Saturday, October 10, 2009

Schools Should Stop Telling Kids to be "Nice"

Schools Should Stop Telling Kids to be "Nice"
The key but overlooked argument from Charles Murray’s Real Education.
DoubleX
September 28, 2009


..[I]t is Murray’s distinction between “nice” and “good” that deserves the most attention, since schools do in fact place too much emphasis on being “nice.”

The KIPP slogan “Work hard, be nice” comes to mind, as does “cooperative learning,” the stock phrase of many public school districts. Being “nice” comes from practiced, structured interaction with others: group activity, “Accountable Talk®” (a structured—and trademarked—form of class discussion), and pleasant, uncontroversial subject matter with familiar social messages. (“We should all go for our dreams.” “We should all treat one another with respect.” “All religions are equal.”)

Will Fitzhugh calls such niceness “critical likability.” Being good is more complex than being nice. It requires that we recognize our own faults and complexities; that we forgive each other; that we say what we think; that we make difficult decisions and face the consequences.

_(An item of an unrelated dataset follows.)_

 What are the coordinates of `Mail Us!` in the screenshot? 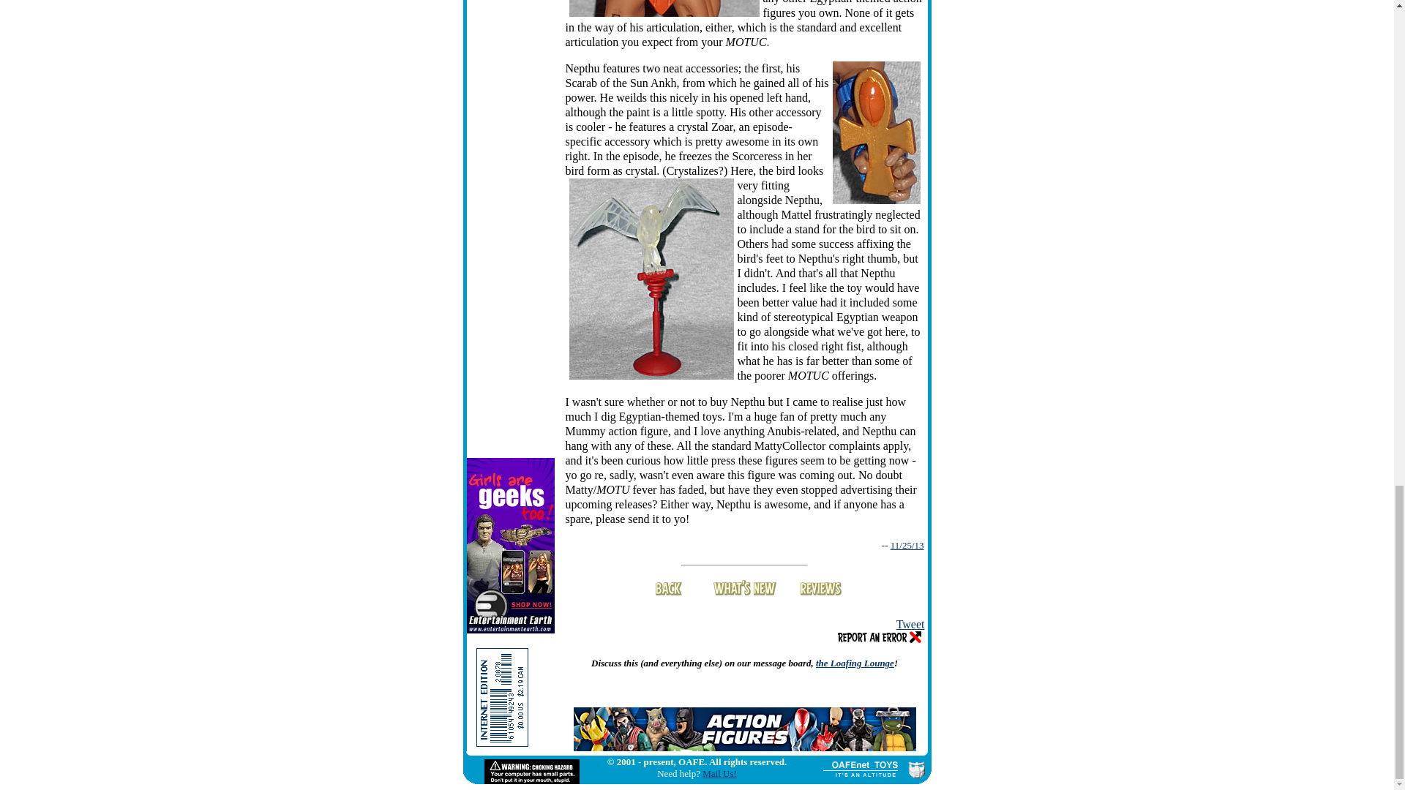 It's located at (719, 773).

When we read literature and history, we begin to glean what it means to be good. We see how people with the best intentions can fail; how people struggle with conflicting desires and values and make the best choices they can; how people overcome their limitations when put to the test. From works like Antigone, The Adventures of Huckleberry Finn, and Chekhov’s short stories, we learn about selfishness, cruelty, cowardice, and confusion, as well as grace, generosity, and patience. We come to see elements of all these traits in ourselves. We learn, too, from reading the likes of The Canterbury Tales, A Midsummer Night’s Dream, Alice’s Adventures in Wonderland, and the poetry of Edgar Allen Poe or Christina Rossetti, of the delight of language—the playfulness, the ambiguities, the rhythms, the sounds. But programs such as Balanced Literacy (mandated in New York City and other districts) place more emphasis on process than on works of literature, and much of the reading material lacks vitality. Tests, test preparation materials, leveled texts (books that match specific reading levels), and textbooks are filled with bland fiction and nonfiction. In The Language Police, Diane Ravitch shows, in relentless and astounding detail, how test-makers and textbook publishers have censored reading passages to appease various interest groups on the right and left. As a result of such censorship, children read strained, pleasant stories with predictable endings. How, under such circumstances, could students learn what it means to be good?